Paul
Goble
Staunton, February 4 – The actions
of the Russian “legal” system – and given Vladimir Putin’s behavior, it seems
increasingly appropriate to set that description off with quotation marks – is ever
more frequently bringing charges and bringing in convictions that indict not
those charged but those who make these decisions.

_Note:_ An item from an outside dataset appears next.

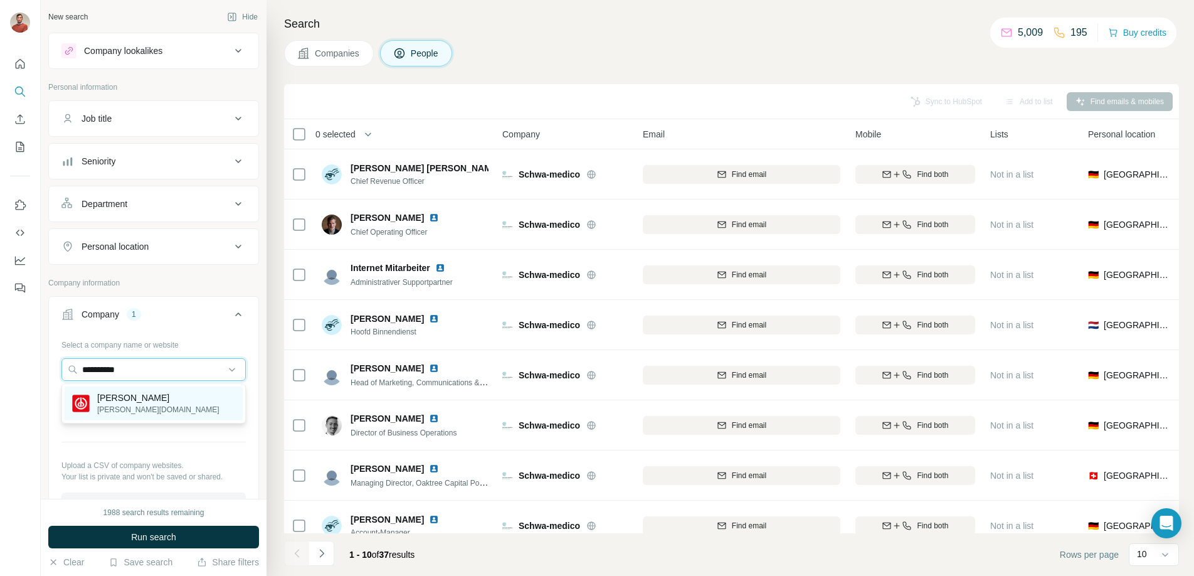 This screenshot has width=1194, height=576. What do you see at coordinates (868, 134) in the screenshot?
I see `span: Mobile` at bounding box center [868, 134].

Three such noxious cases have come
up in the last several days alone:
·
Moscow
has now entered the Crimean Tatar Milli Mejlis on its list of banned extremist
groups. Russian repressive measures
against the Crimean Tatars and their national organization and leaders in
Russian-occupied Crimea have been going on for a long time and have been
well-chronicled. But now the Russian justice ministry has made official what
Russian officials have long acted as if were true. It has put the Milli Mejlis
on its list of banned extremist organizations (sova-center.ru/religion/news/extremism/counter-extremism/2017/02/d36305/).
·
Russian
prosecutors in Stavropol Kray have charged Viktor Krasnov, a Russian blogger,
with offending the feelings of believers for posting that “God does not exist”
and “the Bible is a collection of Jewish stories,” even though activists from
all religious groups in the region say they are not offended by such
statements. North Caucasus journalist calls this case “one of the most absurd
of recent times” (kavpolit.com/articles/zvezdochki_dlja_operov-31539/).
·
A
court in Yugra found shaman Sergey Kechimov guilty of threatening to murder two
oil company employees in an effort to block them from violating the sacred lake
he guard, a charge he and his supporters deny and say was designed to promote
the oil company’s interests by getting him out of the way. After almost 18
months of legal back and forth sentenced him to a corrective labor colony.
Happily in this case, Nazaccent reports, he “fell under the terms of an amnesty
in honor of the 70th anniversary of the Great Fatherland War and
avoided any punishment (nazaccent.ru/content/23073-yugorskomu-shamanu-kechimovu-vynesli-prigovor.html).